Sorry, this will be a bit of a rant.
There's so much to consider that's happened alongside this, such as reallocation of frequencies within 4G networks to 5G, and the rollout of 5G Standalone (some describe it as 5G ) which doesn't rely on combining 4G and 5G.
3G remained a very useful layer of coverage, especially in rural areas, as it generally seemed to travel further than 4G, but also because most phones would try to cling to 4G for longer leaving 3G empty. I'd sometimes use it at large scale events because it'd be totally uncongested!
The effect of removing 3G has been that areas of poor coverage will now drop to 2G, which is basically unusable as a data connection these days, or it'll cling to poor quality 4G which is prevalent in the UK.
I don't think just the removal of 3G can be blamed for everything, but rather the UK as a whole has a fundamental and systemic issue of failing to invest in its mobile networks because, as a market, everyone is very price sensitive. Running a mobile network becomes a race to the bottom, with networks undercutting each other on pricing to the point that they can't spend money on the network improvements they need to be functional in modern society.
The railway also has various issues with mobile coverage too, with a lack of RF-transparent glass you'd see in other countries (or on EMR's new Class 810s), and a lack of on-board signal repeaters (used to exist on VT's 390s and 221s, but were removed in the early 2010s). I've actually been working on a project for the last few months that collects real-world mobile signal metrics on the railway to predict how poor someone's experience will be on a journey.
Lots of other replies have been saying some networks are better than others, but so much of that is subjective, and location dependent. No-one is objectively better. Three and Vodafone are slowly merging their networks, so they might have be bad individually, but now they're fairly good, but soon they'll be turning off many of their sites to cut costs post-merger and they may well turn bad again!
I always get rather amused when people say O2 or Vodafone is better, when they both actually share the majority of their sites across the country through a JV called Cornerstone Networks.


Task details:
Retrieve all lines below that have the string "Support".

Records excerpted from a collection:
-*-

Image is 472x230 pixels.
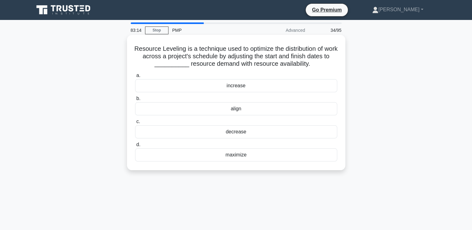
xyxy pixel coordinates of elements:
[169,24,254,37] div: PMP
[309,24,346,37] div: 34/95
[308,6,346,14] a: Go Premium
[135,149,337,162] div: maximize
[136,96,140,101] span: b.
[135,45,338,68] h5: Resource Leveling is a technique used to optimize the distribution of work across a project's sch...
[136,73,140,78] span: a.
[135,125,337,139] div: decrease
[135,79,337,92] div: increase
[127,24,145,37] div: 83:14
[135,102,337,116] div: align
[254,24,309,37] div: Advanced
[145,27,169,34] a: Stop
[357,3,439,16] a: [PERSON_NAME]
[136,142,140,147] span: d.
[136,119,140,124] span: c.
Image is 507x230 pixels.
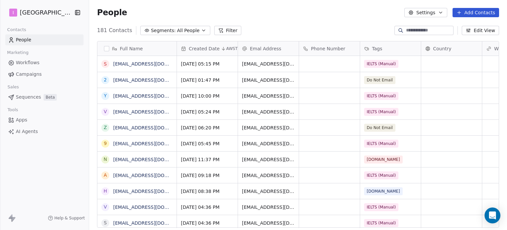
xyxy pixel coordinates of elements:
button: I[GEOGRAPHIC_DATA] [8,7,70,18]
span: [GEOGRAPHIC_DATA] [20,8,73,17]
a: [EMAIL_ADDRESS][DOMAIN_NAME] [113,172,194,178]
div: h [104,187,107,194]
div: a [104,171,107,178]
a: [EMAIL_ADDRESS][DOMAIN_NAME] [113,125,194,130]
span: Created Date [189,45,220,52]
a: [EMAIL_ADDRESS][DOMAIN_NAME] [113,61,194,66]
span: [EMAIL_ADDRESS][DOMAIN_NAME] [242,108,295,115]
div: grid [97,56,177,228]
span: Do Not Email [364,124,396,131]
div: v [104,108,107,115]
span: IELTS (Manual) [364,171,399,179]
span: Sequences [16,93,41,100]
div: z [104,124,107,131]
a: SequencesBeta [5,92,84,102]
span: Marketing [4,48,31,57]
a: [EMAIL_ADDRESS][DOMAIN_NAME] [113,204,194,209]
span: [DOMAIN_NAME] [364,155,403,163]
span: Contacts [4,25,29,35]
button: Settings [405,8,447,17]
span: Do Not Email [364,76,396,84]
a: AI Agents [5,126,84,137]
span: [DATE] 04:36 PM [181,219,234,226]
span: [DATE] 01:47 PM [181,77,234,83]
span: [DATE] 10:00 PM [181,92,234,99]
div: Open Intercom Messenger [485,207,501,223]
div: Created DateAWST [177,41,238,55]
button: Add Contacts [453,8,499,17]
span: IELTS (Manual) [364,219,399,227]
span: All People [177,27,200,34]
span: [EMAIL_ADDRESS][DOMAIN_NAME] [242,188,295,194]
span: [DOMAIN_NAME] [364,187,403,195]
span: [EMAIL_ADDRESS][DOMAIN_NAME] [242,219,295,226]
a: [EMAIL_ADDRESS][DOMAIN_NAME] [113,141,194,146]
span: People [97,8,127,18]
span: [DATE] 08:38 PM [181,188,234,194]
span: [EMAIL_ADDRESS][DOMAIN_NAME] [242,156,295,163]
div: Phone Number [299,41,360,55]
div: y [104,92,107,99]
span: I [13,9,14,16]
span: IELTS (Manual) [364,60,399,68]
div: V [104,203,107,210]
span: IELTS (Manual) [364,139,399,147]
span: IELTS (Manual) [364,92,399,100]
div: Full Name [97,41,177,55]
span: People [16,36,31,43]
span: [DATE] 05:45 PM [181,140,234,147]
span: [DATE] 05:15 PM [181,60,234,67]
span: 181 Contacts [97,26,132,34]
span: Beta [44,94,57,100]
span: Full Name [120,45,143,52]
div: Emal Address [238,41,299,55]
a: [EMAIL_ADDRESS][DOMAIN_NAME] [113,93,194,98]
div: Tags [360,41,421,55]
a: People [5,34,84,45]
span: [DATE] 04:36 PM [181,203,234,210]
span: Tags [372,45,383,52]
span: [DATE] 05:24 PM [181,108,234,115]
a: [EMAIL_ADDRESS][DOMAIN_NAME] [113,109,194,114]
span: [EMAIL_ADDRESS][DOMAIN_NAME] [242,92,295,99]
span: AI Agents [16,128,38,135]
span: [EMAIL_ADDRESS][DOMAIN_NAME] [242,77,295,83]
div: S [104,60,107,67]
a: Workflows [5,57,84,68]
span: Apps [16,116,27,123]
span: Country [433,45,452,52]
a: [EMAIL_ADDRESS][DOMAIN_NAME] [113,77,194,83]
div: n [104,156,107,163]
span: [EMAIL_ADDRESS][DOMAIN_NAME] [242,203,295,210]
button: Edit View [462,26,499,35]
a: [EMAIL_ADDRESS][DOMAIN_NAME] [113,188,194,194]
span: [EMAIL_ADDRESS][DOMAIN_NAME] [242,60,295,67]
span: Workflows [16,59,40,66]
a: Campaigns [5,69,84,80]
a: Help & Support [48,215,85,220]
span: Segments: [151,27,176,34]
div: s [104,219,107,226]
span: [EMAIL_ADDRESS][DOMAIN_NAME] [242,140,295,147]
span: Tools [5,105,21,115]
a: [EMAIL_ADDRESS][DOMAIN_NAME] [113,220,194,225]
button: Filter [214,26,242,35]
span: Emal Address [250,45,281,52]
span: IELTS (Manual) [364,203,399,211]
a: [EMAIL_ADDRESS][DOMAIN_NAME] [113,157,194,162]
div: 2 [104,76,107,83]
span: AWST [226,46,238,51]
span: [DATE] 11:37 PM [181,156,234,163]
span: [EMAIL_ADDRESS][DOMAIN_NAME] [242,124,295,131]
div: 9 [104,140,107,147]
span: IELTS (Manual) [364,108,399,116]
span: Sales [5,82,22,92]
span: Help & Support [55,215,85,220]
span: Phone Number [311,45,346,52]
span: [DATE] 09:18 PM [181,172,234,178]
a: Apps [5,114,84,125]
span: [DATE] 06:20 PM [181,124,234,131]
div: Country [422,41,482,55]
span: Campaigns [16,71,42,78]
span: [EMAIL_ADDRESS][DOMAIN_NAME] [242,172,295,178]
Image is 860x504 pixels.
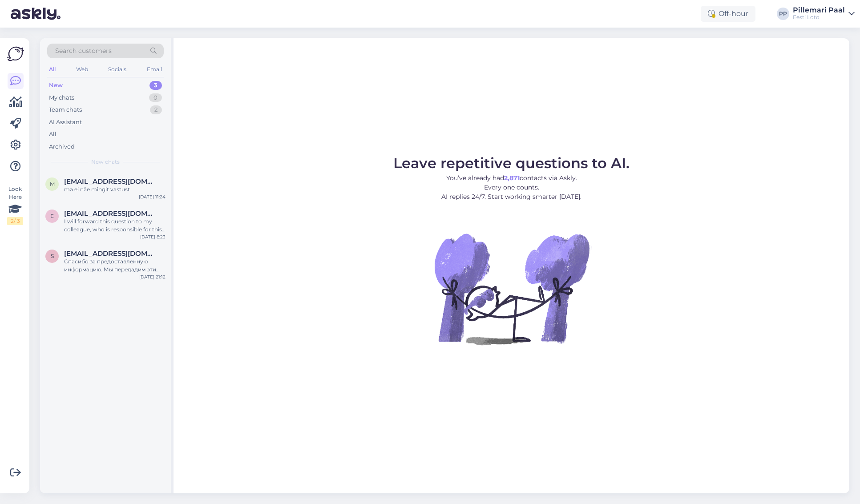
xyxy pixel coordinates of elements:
div: AI Assistant [49,118,82,127]
div: [DATE] 8:23 [140,234,165,240]
span: s [50,252,54,260]
span: New chats [91,158,120,166]
a: Pillemari PaalEesti Loto [793,7,855,21]
div: Web [74,64,90,75]
div: All [47,64,57,75]
span: Leave repetitive questions to AI. [393,154,630,172]
img: Askly Logo [7,45,24,63]
img: No Chat active [432,208,592,369]
div: [DATE] 21:12 [140,274,165,280]
div: Socials [106,64,128,75]
div: Team chats [49,105,82,115]
div: My chats [49,94,74,102]
div: I will forward this question to my colleague, who is responsible for this. The reply will be here... [64,217,165,234]
div: Off-hour [701,6,756,22]
b: 2,871 [504,174,520,182]
div: Eesti Loto [793,14,845,21]
div: ma ei näe mingit vastust [64,185,165,193]
span: s.romanovski13@gmail.com [64,250,156,258]
div: Pillemari Paal [793,7,845,14]
div: Email [145,64,163,75]
div: New [49,81,63,90]
div: 3 [149,81,162,90]
div: [DATE] 11:24 [139,193,165,200]
span: metsmaire@gmail.com [64,177,156,185]
span: Search customers [55,46,111,56]
span: ellelanginen1@gmail.com [64,209,156,217]
div: Спасибо за предоставленную информацию. Мы передадим эти данные нашему финансовому отделу для пров... [64,258,165,274]
div: 0 [149,94,162,102]
div: 2 [150,105,162,115]
span: m [49,181,55,187]
div: All [49,130,57,139]
div: 2 / 3 [7,217,23,225]
span: e [50,213,54,219]
div: PP [777,8,789,20]
p: You’ve already had contacts via Askly. Every one counts. AI replies 24/7. Start working smarter [... [393,174,630,201]
div: Archived [49,142,75,151]
div: Look Here [7,185,23,225]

-*-

Written reply:
a: Help & Support [48,215,85,220]
span: Help & Support [55,215,85,220]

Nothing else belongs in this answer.